_What to do:_ Every line from the top of the records through the one bearing "The width and" is to be reproduced exactly, and pictures are to be left out.

──────── Material shown ────────

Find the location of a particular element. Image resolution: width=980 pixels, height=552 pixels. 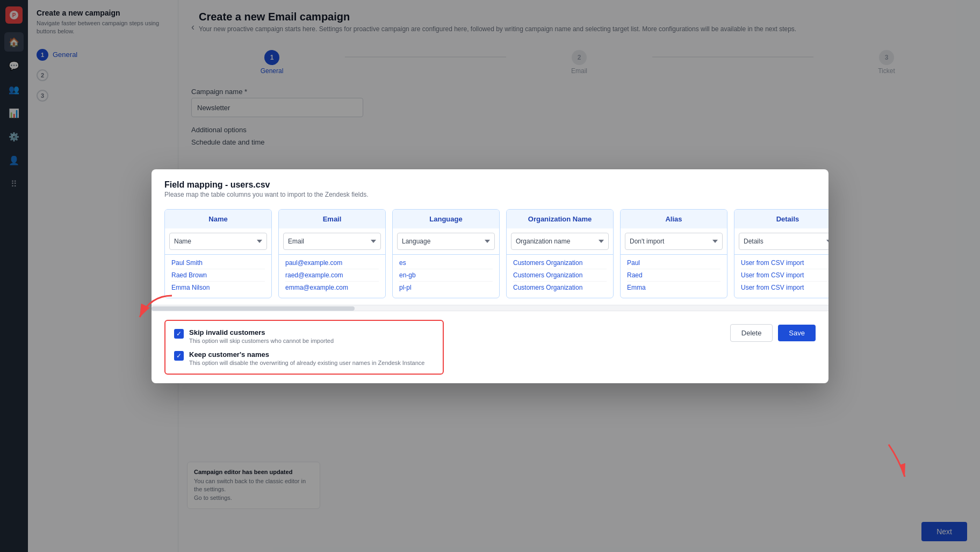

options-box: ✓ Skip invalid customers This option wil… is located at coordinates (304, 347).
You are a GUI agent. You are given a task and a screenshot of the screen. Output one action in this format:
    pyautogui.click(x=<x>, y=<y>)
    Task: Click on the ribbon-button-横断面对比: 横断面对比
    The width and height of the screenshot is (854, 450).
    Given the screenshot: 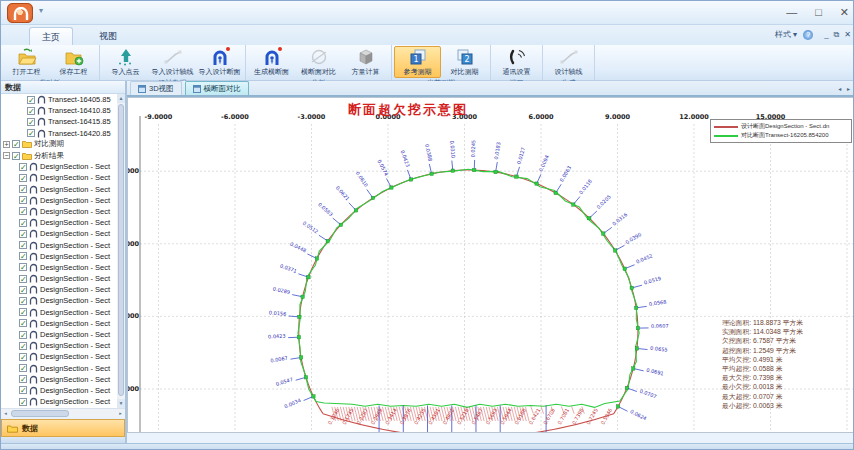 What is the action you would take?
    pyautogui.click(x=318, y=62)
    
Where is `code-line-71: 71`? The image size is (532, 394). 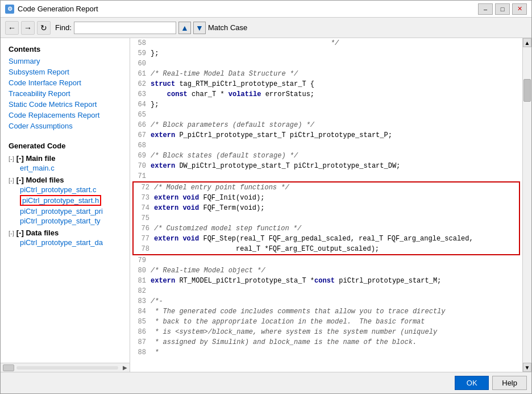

────────

_Your solution:_
Find the location of a particular element. Image resolution: width=980 pixels, height=552 pixels. 

options-box: ✓ Skip invalid customers This option wil… is located at coordinates (304, 347).
You are a GUI agent. You are given a task and a screenshot of the screen. Output one action in this format:
    pyautogui.click(x=<x>, y=<y>)
    Task: Click on the ribbon-button-横断面对比: 横断面对比
    The width and height of the screenshot is (854, 450).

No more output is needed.